Classic Computer Magazine Archive COMPUTE! ISSUE 130 / JUNE 1991 / PAGE 140

PC Study Bible. (educational software) (evaluation)
by Steven Hudson

What does the Bible mean when it says to love one another? There are several ways to decide. One way requires a stack of dictionaries, concordances, and cross references, along with hours of page flipping. The other way is to turn on your computer, load PC Study Bible, and go!

In many ways, PC Study Bible is a Bible student's dream come true. The basic package integrates three versions of the Bible (the King James Version, the American Standard Version, and the New International Version) with a multifaceted concrodance, a notepad, a word processor, and Nave's Topical Bible. Optional add-ons include additional Bible versions plus a Greek-Hebrew dictionary. The result is a truly powerful study tool.

At the heart of the program is the Bible reference section. You can start at any book, chapter, and verse, and move to other references with ease. Multiple windows allow you to work with sevral translations at one time, and scrolling through one automatically scrolls through the others. And if you're simply reading, there's an automatic variable-speed scrolling feature.

PC Study Bible's concordance works with any of the program's Bible versions. You can search for words or phrases, and do and/or searches within verses. You can also locate words you don't know how to spell. Simply enter the first few letters followed by a plus sign, and a list of likely spellings pops onto the screen. If you're looking for proper names or places, however, you must capitalize the first letter. Otherwise, the screen will say nothing found.

As mentioned, PC Study Bible includes Nave's Topical Bible, which cross-references Bible topics in more than 100,000 verses under almost 20,000 different headings. It includes outlines on hundreds of subjects and is valuable for in-depth topical studies.

Biblesoft offers Strong's Greek-Hebrew Dictionary and Englishman's Concordance as an add-on option. It provides immediate insight into Hebrew and Greek words and gives you fingertip access to original definitions and derivations. You can even locate every place where a given Greek or Hebrew word appeared in original texts. A good concordance is tremendously powerful and, compared to the traditional page turning of a printed concordance, research with this electronic one is essentially effortless.

As you work with the program, chances are good that you'll want to record scriptural passages, word info, and your own comments. To make this easier, PC Study Bible includes a built-in notepad. The program also includes a word processor, although you may want to use your own word-processing package for final editing.

PC Study Bible has features galore, but how does it work in practice? Very well. Installation is simply a matter of making a directory and copying disks, although there are lots of disks to copy. The user interface is straightforward, using a combination of function keys, pop-up menus, and single-key commands to call various functions. This is a package that won't take long to master, but it's one you'll be using for a long time to come.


§ **Work to complete**: Skip every picture. Print each line from the one containing "Image is 643x305 pixels." through the end of the records below, word for word.

[Stored dataset items]
┌──
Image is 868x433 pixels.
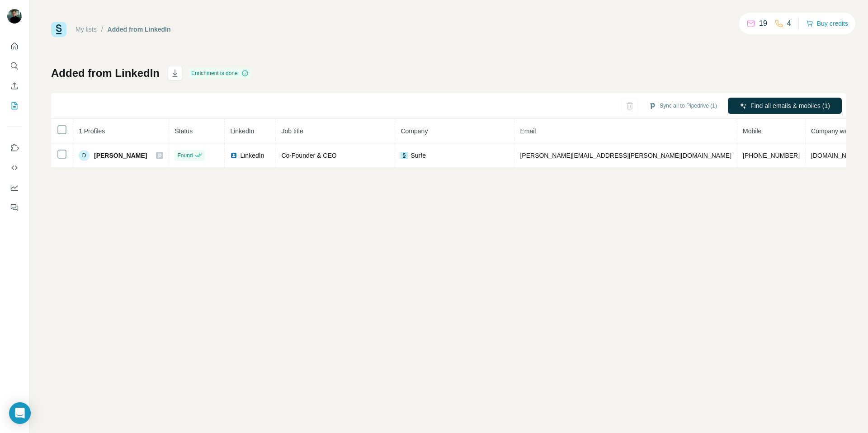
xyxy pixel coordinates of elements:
span: [PHONE_NUMBER] [743,152,799,159]
button: Dashboard [7,179,22,196]
span: Find all emails & mobiles (1) [750,101,830,110]
p: 4 [787,18,791,29]
a: My lists [76,26,96,33]
img: company-logo [400,152,408,159]
span: Co-Founder & CEO [281,152,336,159]
span: LinkedIn [230,128,254,135]
div: Added from LinkedIn [108,25,171,34]
span: [PERSON_NAME][EMAIL_ADDRESS][PERSON_NAME][DOMAIN_NAME] [520,152,732,159]
span: Status [175,128,193,135]
div: Enrichment is done [188,68,251,79]
span: Email [520,128,536,135]
button: Search [7,58,22,74]
li: / [101,25,103,34]
span: Company website [811,128,861,135]
button: Enrich CSV [7,78,22,94]
span: LinkedIn [240,151,264,160]
button: Find all emails & mobiles (1) [728,97,842,114]
span: Mobile [743,128,761,135]
span: Surfe [410,151,426,160]
span: [PERSON_NAME] [94,151,147,160]
span: Found [177,152,193,159]
img: Avatar [7,9,22,23]
button: Quick start [7,38,22,54]
button: Use Surfe on LinkedIn [7,140,22,156]
span: Company [400,128,427,135]
img: LinkedIn logo [230,152,238,159]
button: Use Surfe API [7,159,22,176]
button: My lists [7,97,22,114]
span: 1 Profiles [79,128,105,135]
div: Open Intercom Messenger [9,403,31,424]
div: D [79,150,89,161]
span: Job title [281,128,303,135]
button: Feedback [7,199,22,216]
h1: Added from LinkedIn [51,66,159,81]
button: Sync all to Pipedrive (1) [642,99,723,112]
button: Buy credits [806,18,848,30]
span: [DOMAIN_NAME] [811,152,862,159]
img: Surfe Logo [51,22,66,37]
p: 19 [759,18,767,29]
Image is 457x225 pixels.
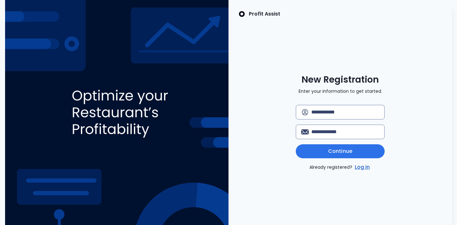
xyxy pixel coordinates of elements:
[353,163,371,171] a: Log in
[249,10,280,18] p: Profit Assist
[301,74,379,85] span: New Registration
[296,144,384,158] button: Continue
[328,147,352,155] span: Continue
[239,10,245,18] img: SpotOn Logo
[309,163,371,171] p: Already registered?
[298,88,382,95] p: Enter your information to get started.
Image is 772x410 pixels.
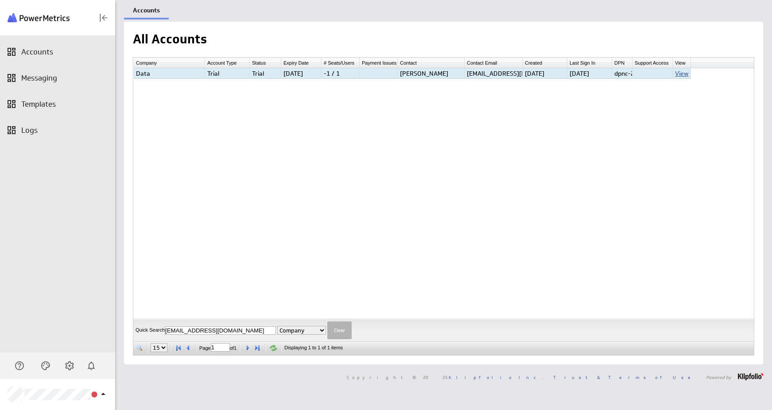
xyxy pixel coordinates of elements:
[133,319,591,341] div: Quick Search
[12,358,27,373] div: Help
[234,345,236,351] span: 1
[205,58,249,68] div: Account Type
[347,375,544,379] span: Copyright © 2025
[673,58,690,68] div: View
[38,358,53,373] div: Themes
[321,58,359,68] div: # Seats/Users
[21,73,113,83] div: Messaging
[281,58,321,68] div: Expiry Date
[207,70,219,77] a: Trial
[449,374,544,380] a: Klipfolio Inc.
[250,58,281,68] div: Status
[284,345,343,350] span: Displaying 1 to 1 of 1 items
[84,358,99,373] div: Notifications
[738,373,763,380] img: logo-footer.png
[522,68,567,78] div: [DATE]
[398,58,464,68] div: Contact
[398,68,464,78] div: [PERSON_NAME]
[21,125,113,135] div: Logs
[327,321,352,339] input: Clear
[321,68,359,78] div: -1 / 1
[252,70,264,77] a: Trial
[134,68,205,78] div: Data
[134,58,205,68] div: Company
[567,68,611,78] div: [DATE]
[8,11,70,25] img: Klipfolio powermetrics logo
[632,58,672,68] div: Support Access
[675,70,688,77] a: View
[567,58,611,68] div: Last Sign In
[522,58,567,68] div: Created
[360,58,397,68] div: Payment Issues
[706,375,731,379] span: Powered by
[21,47,113,57] div: Accounts
[281,68,321,78] div: [DATE]
[199,345,236,351] span: Page of
[612,58,632,68] div: DPN
[464,58,522,68] div: Contact Email
[464,68,522,78] div: [EMAIL_ADDRESS][DOMAIN_NAME]
[553,374,696,380] a: Trust & Terms of Use
[96,10,111,25] div: Collapse
[21,99,113,109] div: Templates
[40,360,51,371] svg: Themes
[64,360,75,371] svg: Account and settings
[133,31,207,48] h1: All Accounts
[62,358,77,373] div: Account and settings
[612,68,632,78] div: dpnc-23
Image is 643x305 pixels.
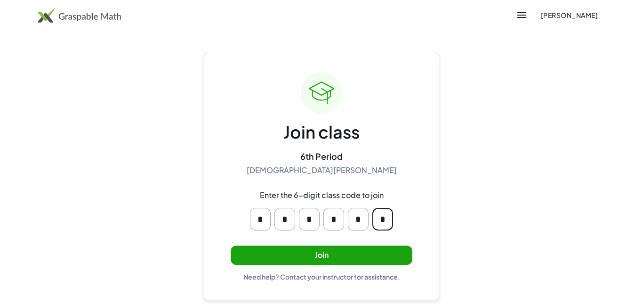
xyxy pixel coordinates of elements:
span: [PERSON_NAME] [540,11,598,19]
input: Please enter OTP character 3 [299,208,320,230]
input: Please enter OTP character 1 [250,208,271,230]
input: Please enter OTP character 5 [348,208,369,230]
button: Join [231,245,412,265]
input: Please enter OTP character 4 [323,208,344,230]
div: 6th Period [300,151,343,161]
button: [PERSON_NAME] [533,7,605,24]
input: Please enter OTP character 2 [274,208,295,230]
div: Enter the 6-digit class code to join [260,190,384,200]
div: [DEMOGRAPHIC_DATA][PERSON_NAME] [247,165,397,175]
div: Join class [283,121,360,143]
input: Please enter OTP character 6 [372,208,393,230]
div: Need help? Contact your instructor for assistance. [243,272,400,281]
└──
§ **Your response**:
Image is 643x305 pixels.
xyxy pixel coordinates of elements:
span: [PERSON_NAME] [540,11,598,19]
input: Please enter OTP character 3 [299,208,320,230]
input: Please enter OTP character 1 [250,208,271,230]
input: Please enter OTP character 5 [348,208,369,230]
button: Join [231,245,412,265]
input: Please enter OTP character 4 [323,208,344,230]
div: 6th Period [300,151,343,161]
button: [PERSON_NAME] [533,7,605,24]
input: Please enter OTP character 2 [274,208,295,230]
div: Enter the 6-digit class code to join [260,190,384,200]
div: [DEMOGRAPHIC_DATA][PERSON_NAME] [247,165,397,175]
div: Join class [283,121,360,143]
input: Please enter OTP character 6 [372,208,393,230]
div: Need help? Contact your instructor for assistance. [243,272,400,281]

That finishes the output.